SMALL GOVERNMENT CONSERVATIVES REVISITED….Andrew Sullivan has responded to my question about exactly what he’d cut in order to balance the budget without repealing Bush’s tax cuts or cutting defense spending. Here’s his list:

My back-of-the-envelope wish-list is that I’d repeal the Medicare drug entitlement, abolish ear-marks, institute a line-item veto, pass a balanced budget amendment, means-test social security benefits, index them to prices rather than wages, extend the retirement age to 72 (and have it regularly extended as life-spans lengthen), abolish agricultural subsidies, end corporate welfare, legalize marijuana and tax it, and eliminate all tax loopholes and deductions, including the mortgage deduction, (I’d keep the charitable deduction). For good measure, I’d get rid of the NEA and the Education Department.

Let’s unpack this. Remember the ground rules: Social Security and Medicare are running surpluses and are funded by their own taxes anyway, so they get left out of this picture. We’re looking for a little over $400 billion in actual program cuts, and we’re looking for them in the area of discretionary spending. With that in mind, let’s examine Sullivan’s proposed discretionary program cuts:

  • Repeal Medicare prescription bill. (This is funded out of the general fund, so it counts.) This program only started this year and contributed nothing to the 2005 deficit. Total savings: $0.

  • Abolish earmarks. Total savings: $25 billion, although I’m being generous here.

  • Abolish agricultural subsidies. Total savings: $30 billion.

  • End corporate welfare. This typically refers to special tax treatment, so abolishing it is a tax increase, not a spending cut. Total savings: $0.

  • Legalize marijuana and tax it. This is so speculative that it seems faintly absurd to include it, and in any case it’s a tax increase. Total savings: $0.

  • Eliminate all tax loopholes. This is a tax increase. Total savings: $0.

  • Abolish the NEA: Total savings: $.1 billion.

  • Abolish the Education Department: Total savings: $65 billion.

If Sullivan wants to increase revenue by closing loopholes and increasing the gas tax, that’s fine with me. But in terms of actual budget cuts, he came up with only $120 billion, about one-fourth of the actual federal deficit ? and even that was mostly by the lazy expedient of “I’d just wipe out this program completely,” which isn’t really even a serious response. I hardly even need to add that every one of the things he’d cut are things that don’t affect him personally.

The point of an exercise like this is to force people to set priorities and tell us what they really think the federal government should look like. Based on this, I have to assume that Sullivan wants about $120 billion in program cuts and (at a rough guess) about $100 billion in tax increases. He’s still got $200 billion to go.

UPDATE: Max Sawicky suggests that if we actually implemented Sullivan’s tax increase suggestions wholeheartedly we could indeed balance the budget. That’s certainly possible since “eliminate deductions” and “eliminate corporate welfare” are such vague statements in the first place.

Of course, that’s not exactly a “small government” solution, is it? What’s more, as Max points out, Sullivan’s proposed cuts are no more plausible than “flying to the moon and bringing back the buried treasure.” And even if they were, we’d still be in trouble in the long term. As exercises like this always show, serious, feasible, large-scale budget cutting is simply not in the cards. Conservatives should face this reality and stop playing games.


### Activity
Please keep pictures out of the copy, and print exactly the lines from the one containing "Identify the location" through the end of the records.
>>>
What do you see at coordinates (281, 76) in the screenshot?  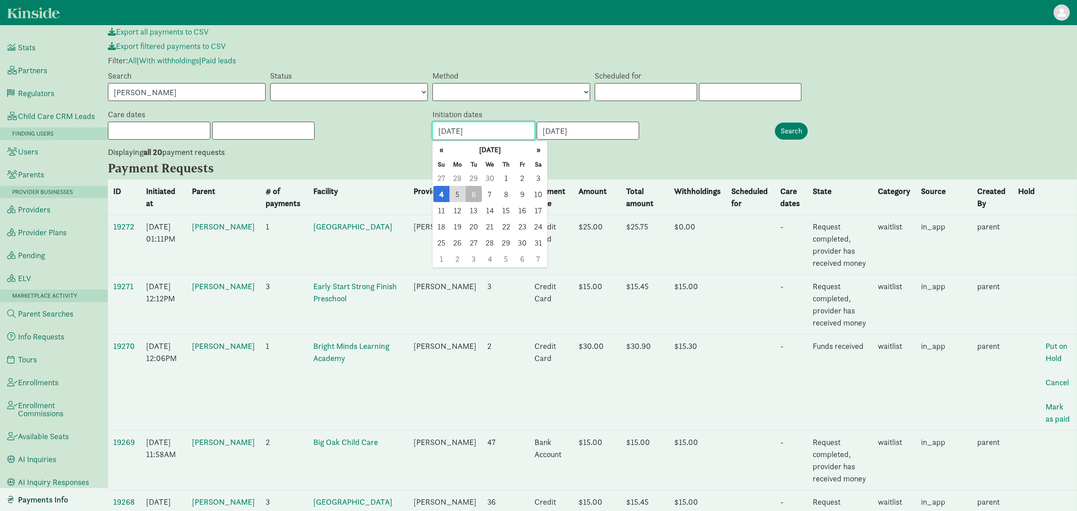 I see `label: Status` at bounding box center [281, 76].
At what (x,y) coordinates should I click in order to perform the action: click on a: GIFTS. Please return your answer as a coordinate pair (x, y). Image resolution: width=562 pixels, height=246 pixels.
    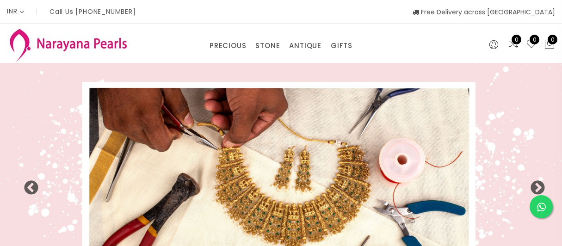
    Looking at the image, I should click on (341, 46).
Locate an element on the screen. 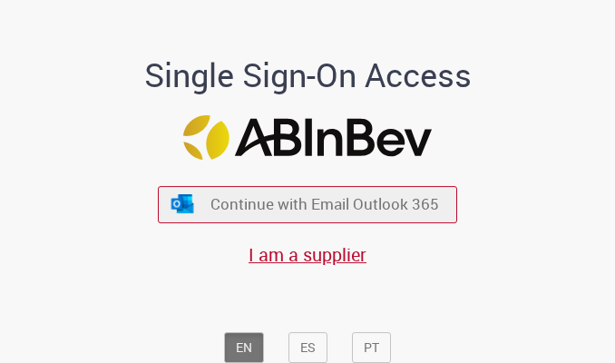 The width and height of the screenshot is (615, 363). a: I am a supplier is located at coordinates (307, 254).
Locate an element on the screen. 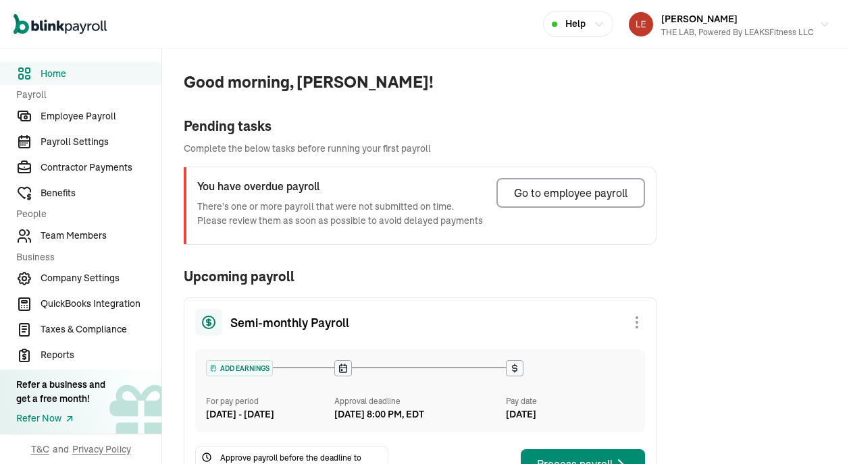  span: Business is located at coordinates (84, 257).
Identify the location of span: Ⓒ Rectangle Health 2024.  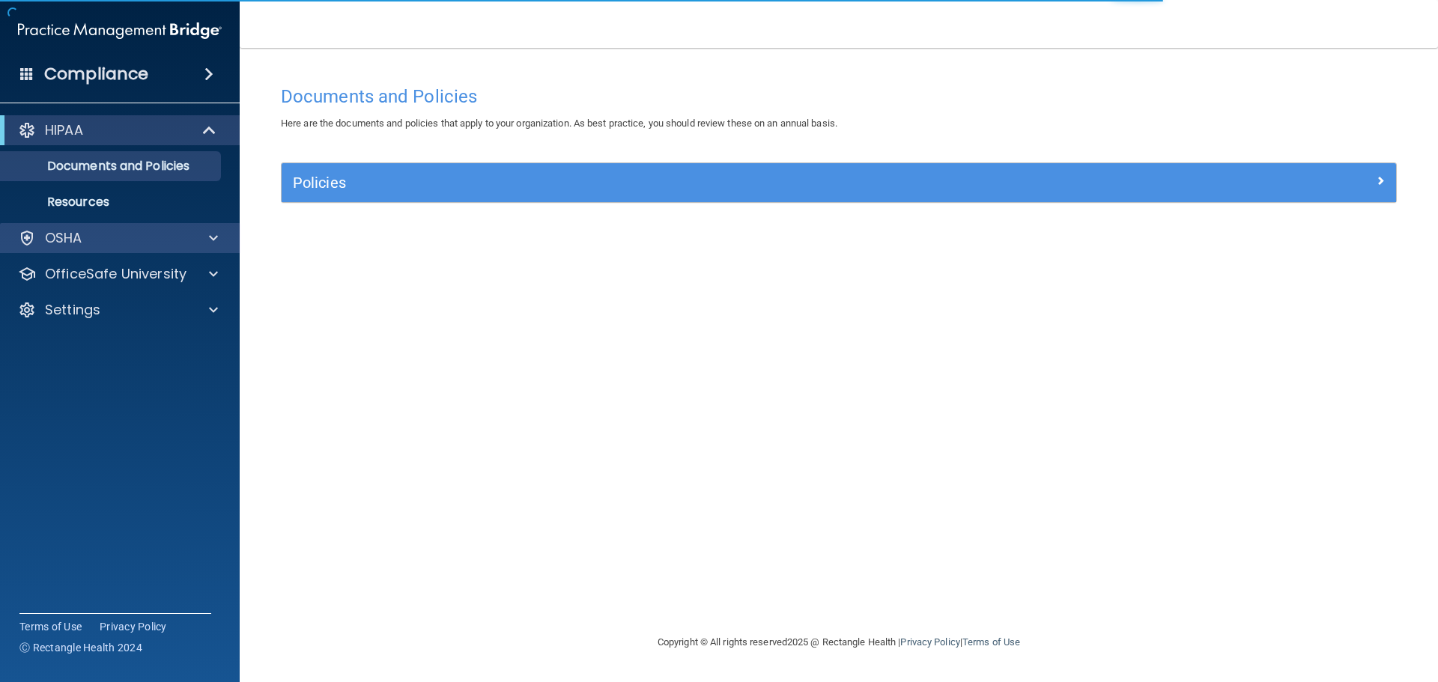
(81, 648).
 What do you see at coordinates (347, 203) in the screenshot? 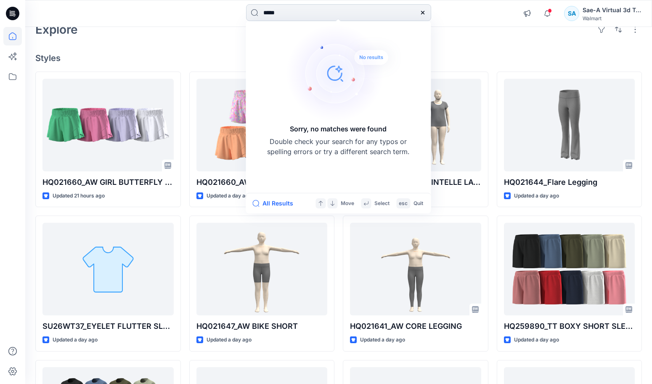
<<<
### Task output
Identify the location of span: Ⓒ Rectangle Health 2024.  
(81, 648).
 What do you see at coordinates (347, 203) in the screenshot? 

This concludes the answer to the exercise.